Simonides began writing poetry on Ceos, but he was soon called to the court of the Peisistratids (the tyrants of Athens), which was a lively cultural and artistic centre in the 6th century bc. (See ancient Greek civilization: The later Archaic periods.) He later visited other powerful figures in Thessaly, in northern Greece, such as Scopas, ruler of Crannon.
Simonides lived in Athens after the fall of the Peisistratid tyranny and the founding of the democracy. He was close to important people there, including the politician and naval strategist Themistocles, and he achieved numerous successes in dithyrambic competitions. (A later poet credited Simonides with 57 victories.) In the competition, Simonides was selected (above such celebrated poets as Aeschylus) to compose the elegiac verses commemorating those who fell in the battle of Marathon. He celebrated the Greek victories of the Persian Wars, including a famous encomium for the Spartan dead at Thermopylae. Simonides maintained close ties with the Spartan general and regent Pausanias. He traveled to Sicily as a guest of the courts of Hieron I, tyrant of Syracuse, and Theron, tyrant of Acragas; tradition there made him and Bacchylides the rivals of Pindar. He is said to have reconciled the two tyrants when they quarreled.
Of Simonides’ extensive literary corpus, only fragments remain, most of them short. There are many epigrams written in elegiac couplets intended to be carved on monuments to celebrate a death, a victory, or other deeds worthy of memory. (However, scholars suspect that many of the epigrams attributed to Simonides were not composed by him.) Simonides’ threnoi, songs of lamentation used for funerals, were particularly famous in antiquity—as the praise of the poets Catullus and Horace and the educator Quintilian demonstrates—because they showed genius in combining affecting poetry with praise of the deceased. Simonides played an important role in the development of the epinicion, a song in honour of an athletic victory. He is the author of the earliest epinicion for which the date (520 bc) and the victor (Glaucus of Carystus, for boy’s boxing) are certain. The fragments display an epinician tone that contrasts with Pindar’s high seriousness, as Simonides praises the victor with ironic and humorous references. Simonides was known for his tendency toward concision and his rejection of prolixity.
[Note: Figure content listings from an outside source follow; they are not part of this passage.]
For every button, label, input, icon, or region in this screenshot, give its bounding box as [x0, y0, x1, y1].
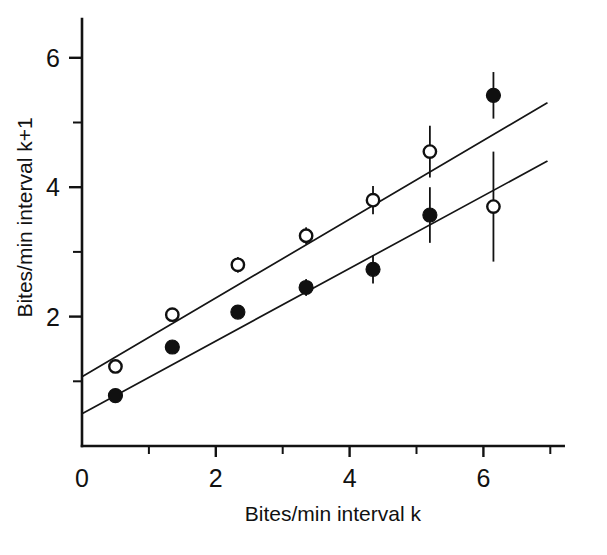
- x-tick-label: 2: [209, 464, 223, 492]
- open-circle-marker: [424, 145, 436, 157]
- x-tick-label: 6: [476, 464, 490, 492]
- y-tick-label: 4: [46, 173, 60, 201]
- filled-circle-marker: [486, 88, 500, 102]
- regression-lines-group: [82, 103, 547, 414]
- regression-line-filled-circles: [82, 161, 547, 413]
- open-circle-marker: [166, 308, 178, 320]
- open-circle-marker: [367, 194, 379, 206]
- open-circle-marker: [109, 360, 121, 372]
- regression-line-open-circles: [82, 103, 547, 377]
- scatter-figure: 0246246 Bites/min interval k Bites/min i…: [0, 0, 607, 555]
- axes-group: [82, 19, 564, 446]
- open-circle-marker: [232, 259, 244, 271]
- partial-caption: [0, 541, 607, 555]
- open-circle-marker: [300, 230, 312, 242]
- y-axis-title: Bites/min interval k+1: [13, 117, 36, 317]
- x-tick-label: 0: [75, 464, 89, 492]
- x-axis-title: Bites/min interval k: [245, 502, 422, 525]
- error-bars-group: [238, 72, 494, 319]
- filled-circle-marker: [299, 280, 313, 294]
- x-tick-label: 4: [343, 464, 357, 492]
- filled-circle-marker: [231, 305, 245, 319]
- open-circle-marker: [487, 200, 499, 212]
- filled-circle-marker: [366, 262, 380, 276]
- filled-circle-marker: [165, 340, 179, 354]
- filled-circle-marker: [108, 389, 122, 403]
- y-tick-label: 2: [46, 303, 60, 331]
- filled-circle-marker: [423, 208, 437, 222]
- axis-ticks-group: [69, 58, 550, 457]
- plot-canvas: 0246246 Bites/min interval k Bites/min i…: [0, 0, 607, 555]
- y-tick-label: 6: [46, 44, 60, 72]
He defined poetry as a speaking picture and painting as mute poetry.
There emerges from his longer fragments, such as the encomium of Scopas, an original and nonconformist personality that questions the innate and absolute values of the aristocratic ethic, which are the basis of Pindar’s worldview. Simonides’ worldview, in contrast, is in sympathy with the social setting determined by the rise of the new mercantile classes. His moral outlook is pragmatic, realistic, and relativistic; he is conscious of the imperfection and frailty of human accomplishments.
Simonides changed the conception and practice of poetic activity by insisting that a patron who commissioned a poem owed the poet fair remuneration. Simonides’ professional policy gave rise to many anecdotes about his greed. The most famous in antiquity concerned a poem he was commissioned to write for Scopas of Thessaly. When Simonides delivered the poem, Scopas paid him only half the sum they had agreed on, telling him to get the rest from the Dioscuri, to whose praise the poet had devoted much of the poem. During the banquet at the palace to celebrate Scopas’s victory, Simonides was summoned outside at the request of two young men; when he went outside, the young men were gone. When the palace then collapsed and he alone survived, he realized that the young men had been the Dioscuri. Having insisted on being paid and having been credited with the invention of a (lost) method of memorization, Simonides can be seen as a precursor of the 5th-century Sophists.
In 1992 new papyrus fragments of his elegies were published; among them are parts of a long composition on the battle of Plataea (479 bc), in which the decisive role of the Spartans is emphasized. The fragments also include pederastic works and poems that were of the type meant for symposia (dinner parties).